Despite Weissman’s statement that one shouldn’t destroy documents when the police are on the way, the government did not charge Andersen with obstruction of justice for destroying documents during the relevant time period because no official proceeding of the SEC was pending. AA’s Supreme Court brief says:

It is plain as day that the Government did not charge Andersen with obstruction of justice for discarding documents during the relevant time period because no official proceeding of the SEC was pending. This Court has held for more than a century that “a person lacking knowledge of a pending proceeding necessarily lack[s] the
evil intent to obstruct.” United States v. Aguilar, 515 U.S. 593, 599 (1995) (citing Pettibone v. United States, 148 U.S. 197, 207 (1893)).

The United States attempted to evade that settled law by instead charging Andersen with “witness tampering,” on the remarkable theory that although it was perfectly lawful for Andersen to have a document retention policy that preserved only the final audit work papers, and perfectly lawful for Andersen’s employees and professionals to follow that policy, it was somehow a serious felony for Andersen’s in-house attorney and supervisors to remind its employees of the policy.

The government argued that Nancy Temple’s proposed edits to David Duncan’s draft memorandum constituted criminal “witness tampering,” because in its hindsight view the SEC would have wanted to see Duncan’s first draft. It invoked 18 U.S.C. § 1512(b)(2)(A), which criminalizes killing, intimidating, threatening, and “knowingly … corruptly persuad[ing]” any person with the intent to make evidence unavailable to an official proceeding.

Yet there is nothing inherently “corrupt” about an intent to impede future government fact-finding within the bounds of the law. Any defendant engages in a wide range of conduct to limit information; that is one of the reasons that our legal system is frequently described as “adversary” and not “Hello Kitty and Barbie Play A Happy Game Of Prosecution and Rainbows.”

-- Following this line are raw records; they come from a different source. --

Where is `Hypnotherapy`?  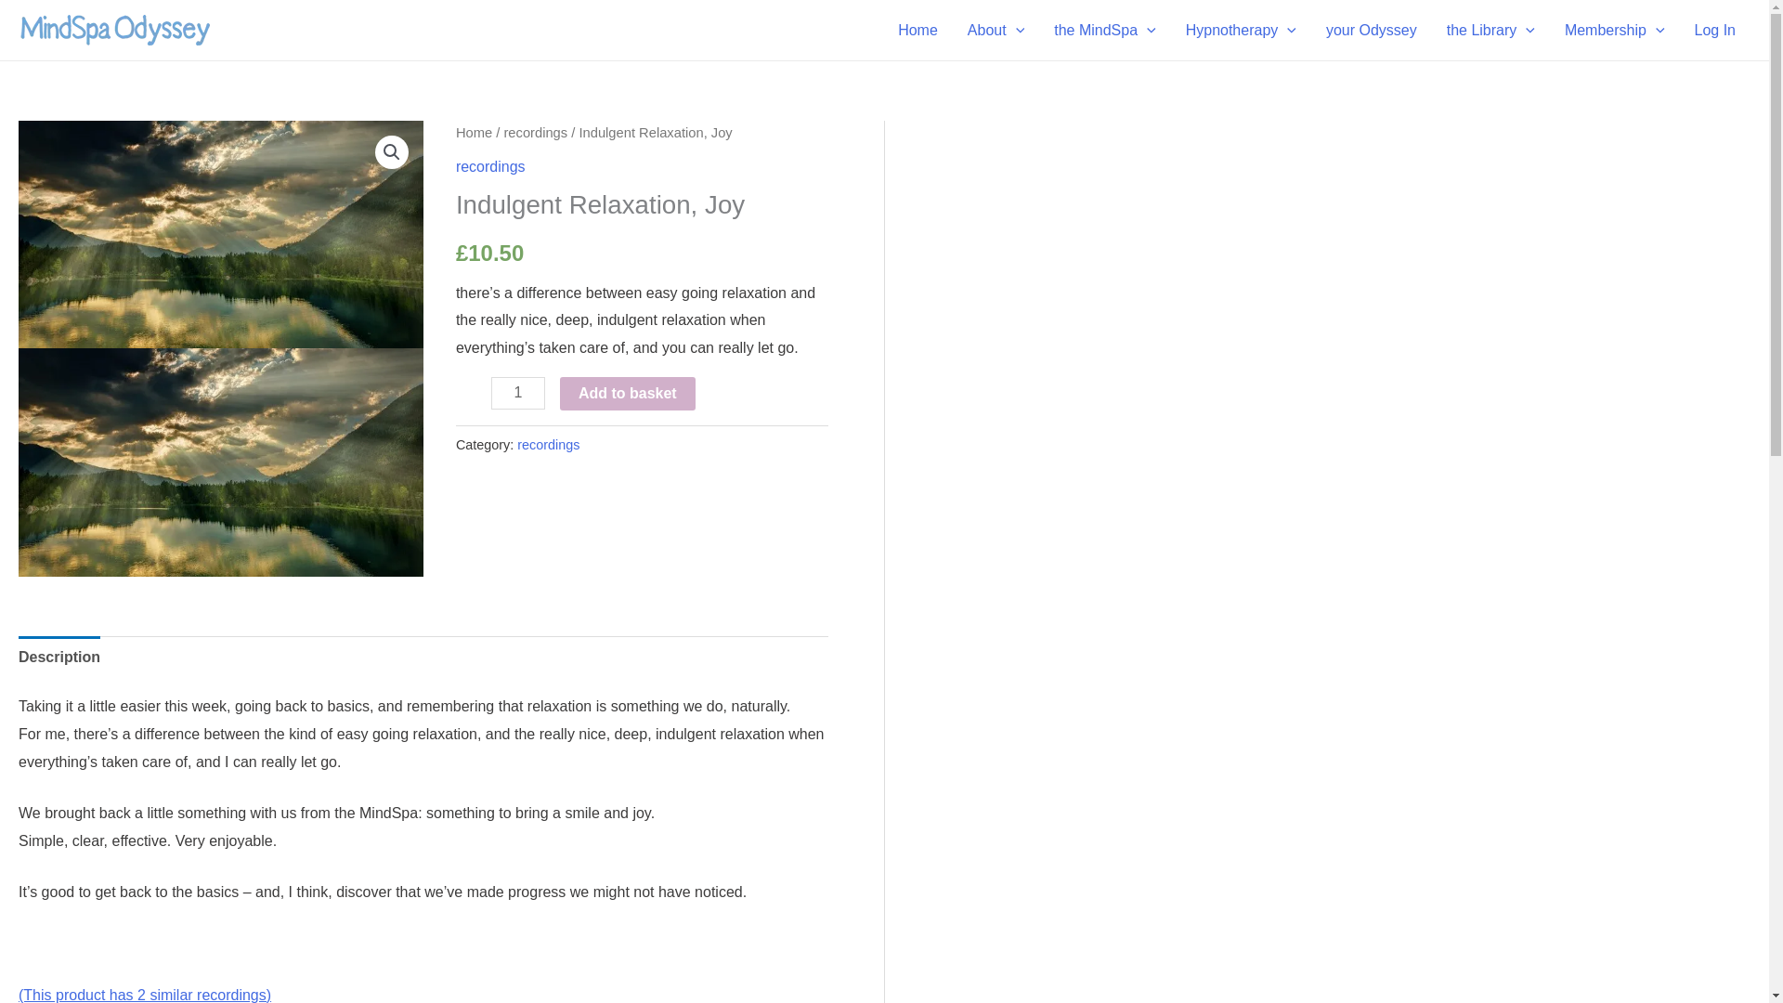 Hypnotherapy is located at coordinates (1241, 30).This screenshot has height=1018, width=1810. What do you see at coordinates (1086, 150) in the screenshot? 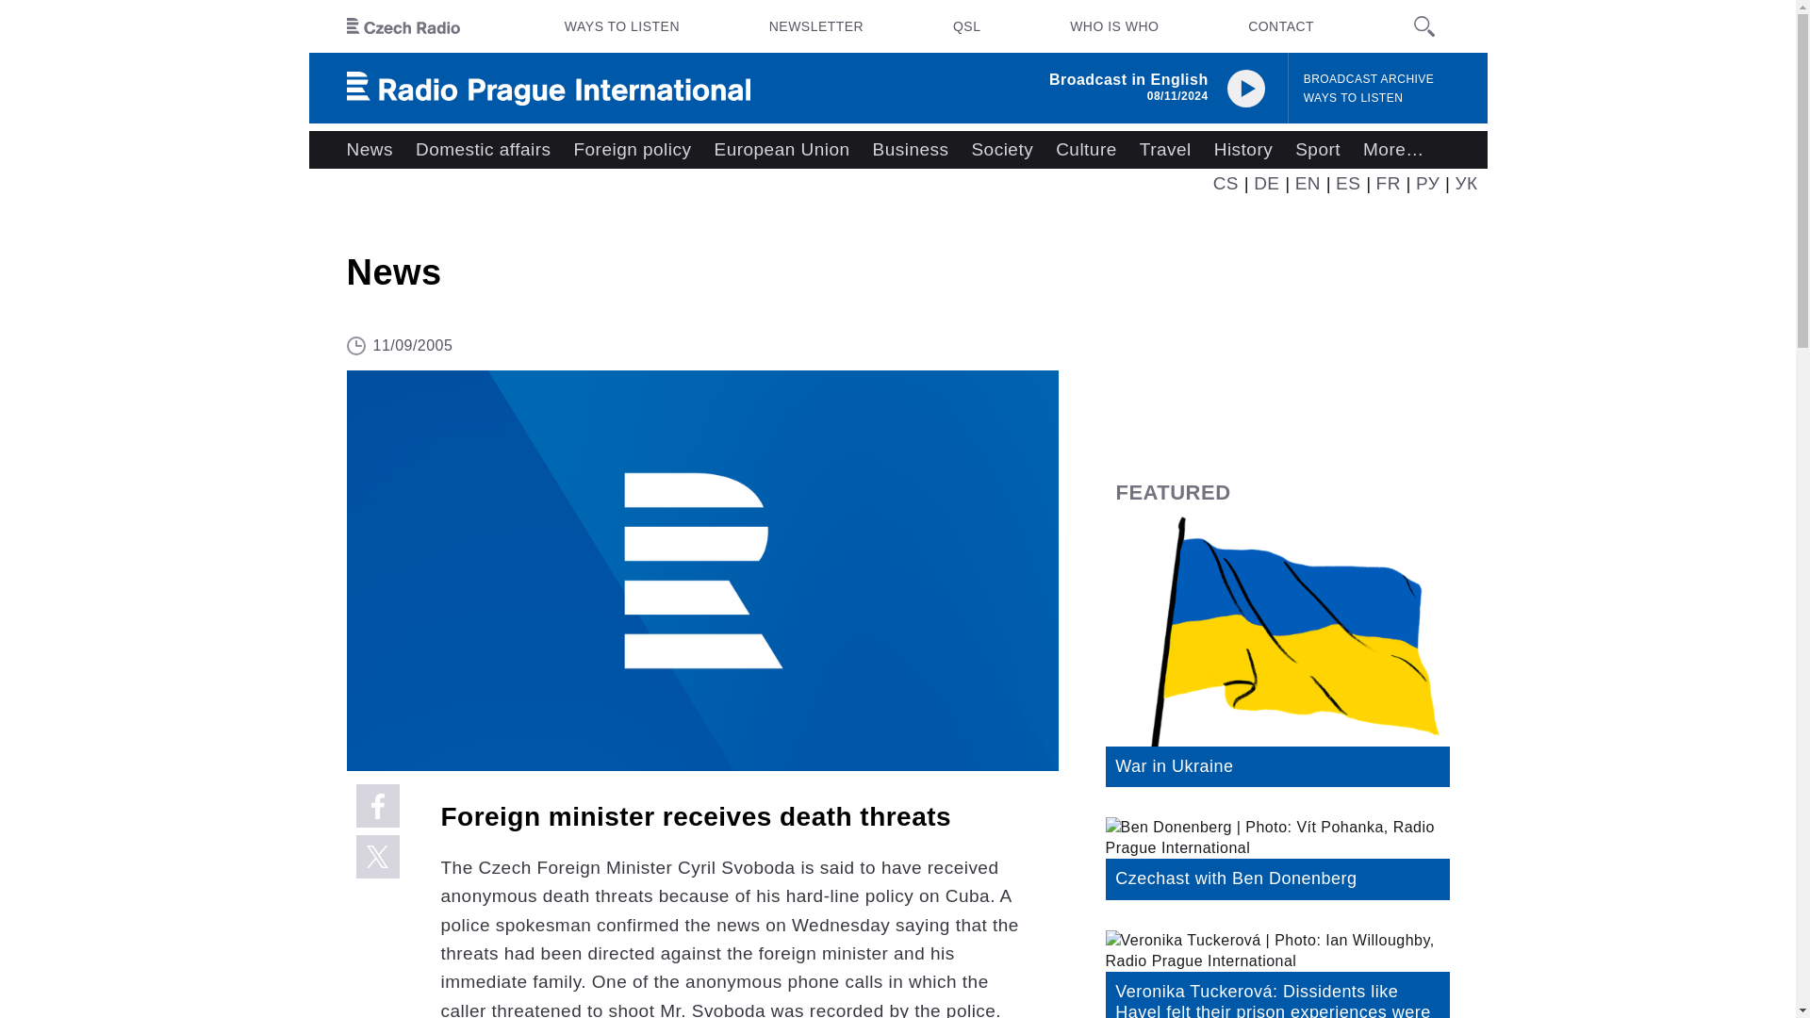
I see `Culture` at bounding box center [1086, 150].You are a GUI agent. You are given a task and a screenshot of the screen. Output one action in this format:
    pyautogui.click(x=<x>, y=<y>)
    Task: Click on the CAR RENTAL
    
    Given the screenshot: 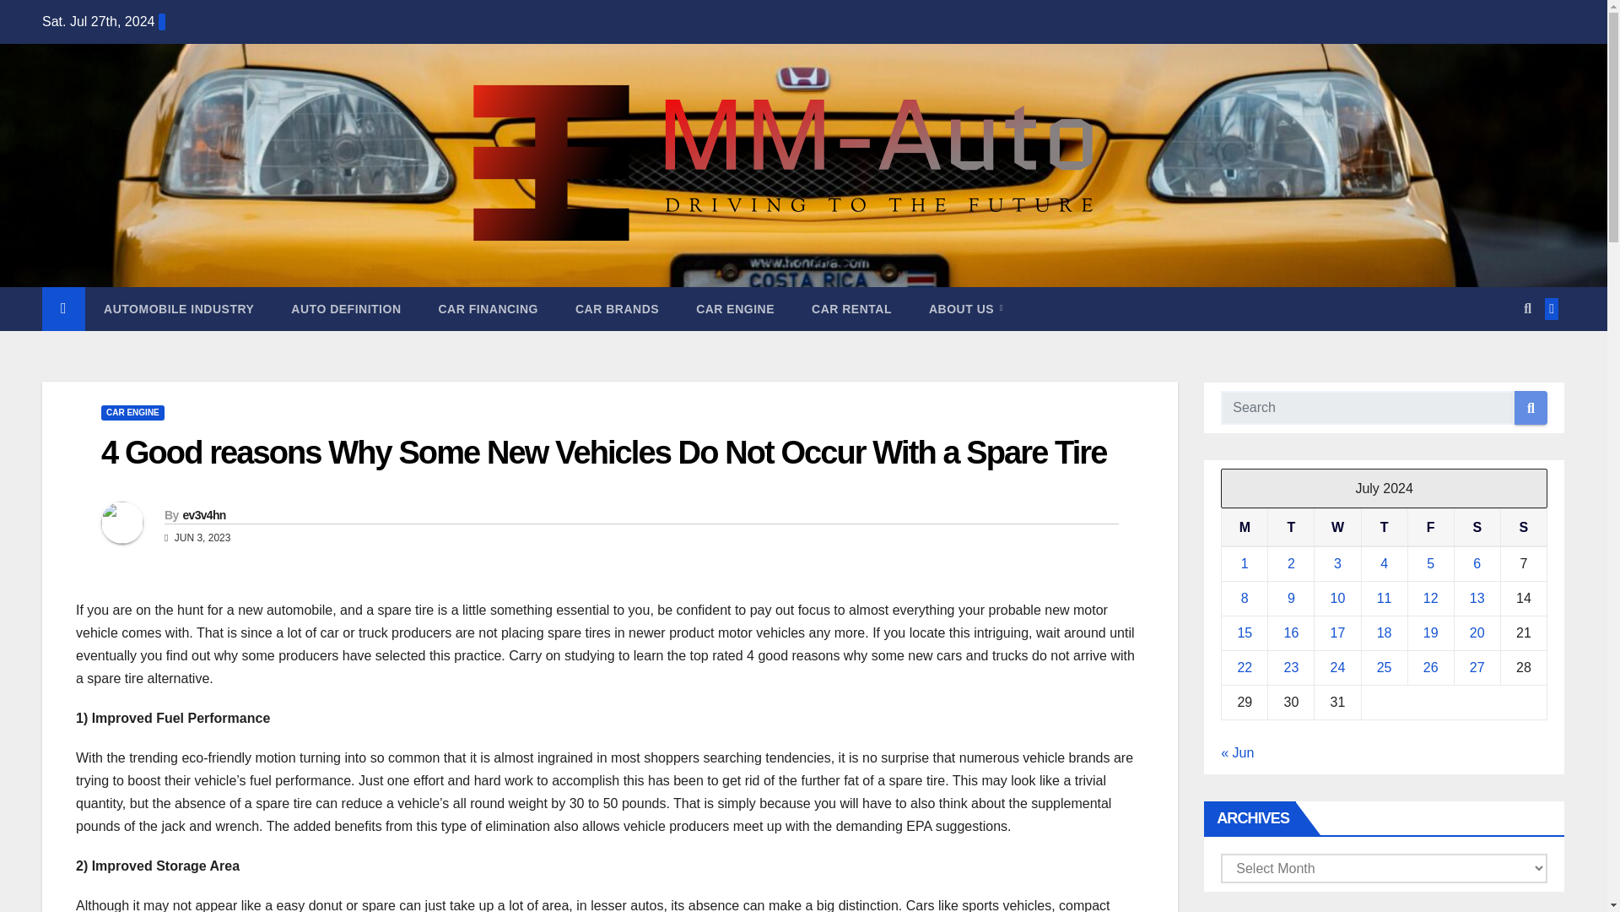 What is the action you would take?
    pyautogui.click(x=852, y=309)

The Court has recognized that there is nothing “obviously evil” or “inevitably nefarious” about acting “for the specific purpose of depriving the Government of … information”. (Ratzlaf v. United States).

Furthermore, 18 U.S.C. § 1512(b)(2)(A) applies only when the defendant intended to make documents or testimony unavailable to a particular official proceeding, defined as a judicial proceeding, “a proceeding before the Congress,” or “a proceeding before a Federal Government agency which is authorized by law.” Interference with the fact-finding ability of law enforcement or preliminary agency investigations is not sufficient. Neither is an abstract desire not to retain documents because they might be relevant to some possible future proceeding.

The theory of this prosecution criminalized conduct commonly understood to be lawful, including the document retention policies in place at almost every American corporation or professional firm of any size. And the jury may well have rested its verdict on an email from Nancy Temple which “offered such common legal advice that the chairman of the American Corporate Counsel Association wrote in a letter to his members: ‘Who amongst us has not thought: There but for the grace of God go I.’

All of Nancy Temple’s and David Duncan’s actions took place entirely in the open. Neither attempted to hide what they – or anyone else – was doing. The destruction of documents was never intended to be a conspiracy to keep information from the SEC. No witness at trial said they were told by the company that the purpose was to keep materials from the SEC.

No one at Andersen had the “evil-meaning mind” necessary to justify criminal punishment. This conviction was secured by creative lawyering on the part of government prosecutors, at the expense of sound statutory interpretation and the basic goals and values of the criminal law. It did a great injustice to the tens of thousands of Andersen partners and employees who were permanently harmed by the firm’s destruction.